Her father was slumped down on the couch in the living room, a glass of whisky nearly filled to the rim clutched in his red and swollen fingers. He dipped a finger into the glass and swirled it around. He grinned at her, his face a puffed up fire of reddened flesh, eyes glinting dully in the dim light coming from the kitchen. The bottle was at his feet, the familiar black and white label that wrapped around the glass almost seeming to look at her and say, Hi, Maggie! Remember the trains? Well, guess what? You’re daddy doesn’t remember them anymore, and even if you told him he wouldn’t care! I’m gonna make him hurt you so much! You know you really shouldn’t go out in the wintertime without putting on a nice big scarf to wrap around your neck. I’ll wrap around your neck, you bitch. The bottle almost seemed to grin horribly at her with animal’s teeth covered in a fresh film of blood bubbling up from pulsating, infected gums, cat-whiskers gleaming with drops of molten fire, wet with the stench of terrible magic.

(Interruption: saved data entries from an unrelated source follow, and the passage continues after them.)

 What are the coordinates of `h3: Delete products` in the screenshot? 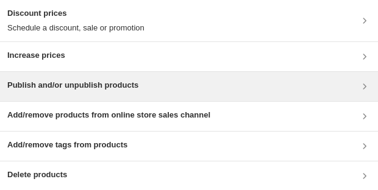 It's located at (37, 175).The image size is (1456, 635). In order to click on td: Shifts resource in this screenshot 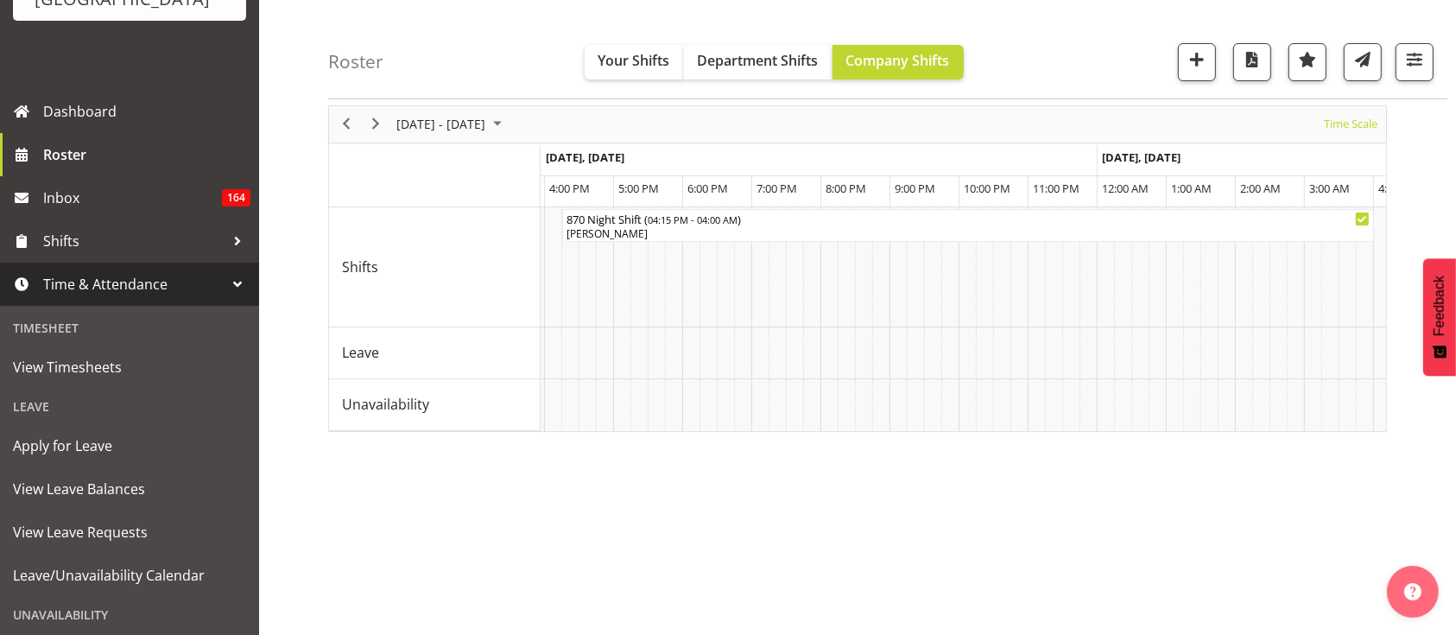, I will do `click(434, 267)`.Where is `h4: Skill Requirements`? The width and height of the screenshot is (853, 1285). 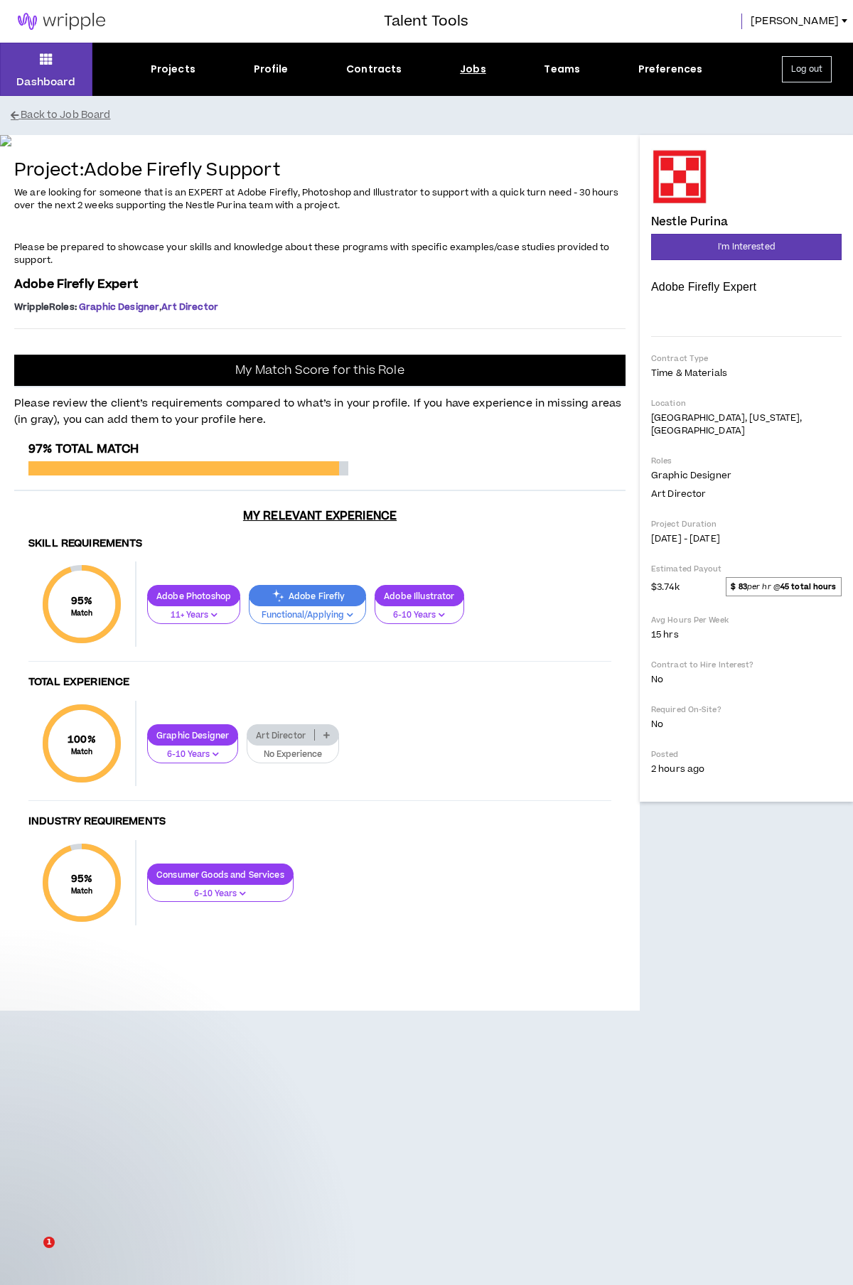
h4: Skill Requirements is located at coordinates (320, 544).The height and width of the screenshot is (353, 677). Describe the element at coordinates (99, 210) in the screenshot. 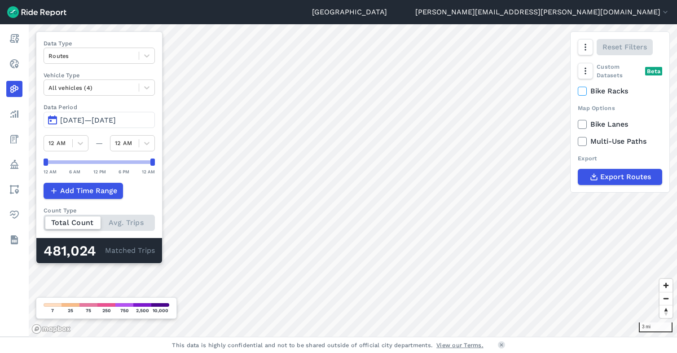

I see `div: Count Type` at that location.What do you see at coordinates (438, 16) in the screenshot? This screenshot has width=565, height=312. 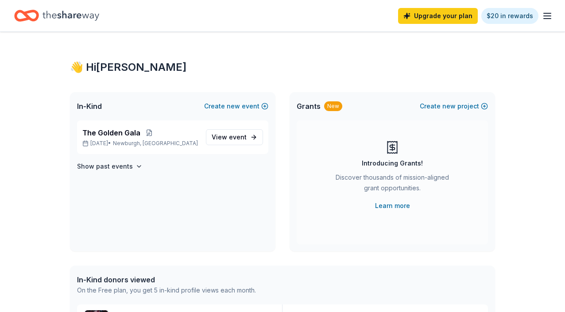 I see `a: Upgrade your plan` at bounding box center [438, 16].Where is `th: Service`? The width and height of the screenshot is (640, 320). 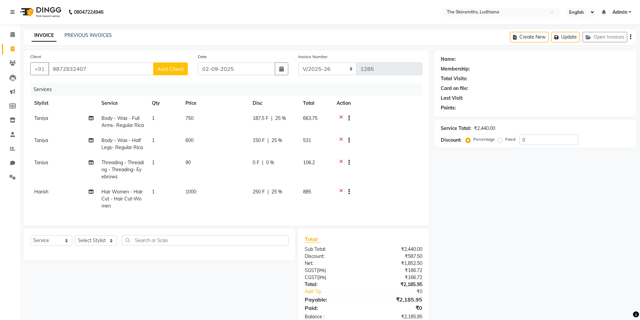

Trembling, Maggie sat down on the couch next to her father. He moved closer to her, his breath burning in her face. She put her hands behind her back, making fists and finding pools of sweat in her palms. Her father slipped one huge hand behind her and gently undid each one of her trembling fists, uncurling her fingers one by one. She let her fingers go limp in his grip, surrendering completely. Her father rubbed her fingers together in his bulging red hands.
She closed her eyes and just lay there against her father, resting her head on his chest. She waited for him to speak, but he said nothing. She felt her heart beating furiously in her chest. She could not slow it down.
Where’s Mama where’s Mama they were just yelling why can’t she come back in here and make him go to bed…
But he was snoring. Maggie opened her eyes and looked at him. She saw him now passed out, his head slumped against his shoulder. He breathed slowly and heavily through his thick, wet lips.
Maggie undid his grip from her fingers — slowly, one by one so she wouldn’t wake him — and stood. She backed away from the couch, turned and headed for the stairs. As she reached the wooden railing of the staircase and took hold of it, she braced for what she was so certain was about to come: The hard, hard, heavy smack of her father’s thick belt against the back of her head, and the sharp, numbing sting that was sure to follow; the swelling growing beneath her torn hair even before she could cry out and crash, stunned, to the hardwood floor; her head hurting not just because of the cuts and the blood but because of the strands of her hair that would be ripped out of her head, caught in the big copper buckle with the blood; and, finally, the screams and the taunts and the accusations and then the sudden rush of big cowboy-booted feet behind her before she finally rolled over and looked up into the eyes that no longer belonged to her father but to someone else grinning down at her and laughing as he took the belt and made the loop for her neck — it gets cold in December, baby, you can’t go out without a scarf to wear — and began tightening it slowly, slowly, letting her feel the sharp points of the big metal buckle digging into the skin of her neck.
Maggie froze on the stairs, waiting, certain. She risked a glance over her shoulder and saw her father still there on the couch snoring, out cold.
She turned and hurried up the stairs. She went into her room and closed the door softly behind her. She left the light off and crawled back into bed.
The last of the trains had left through the hills, had wound up toward Oceanside and whatever lay beyond. Outside there was nothing but the distance, an oppressive darkness and the open wound of the silence. §

Larry Narron is a freelance writer who lives in San Luis Obispo. This story is from a work-in-progress.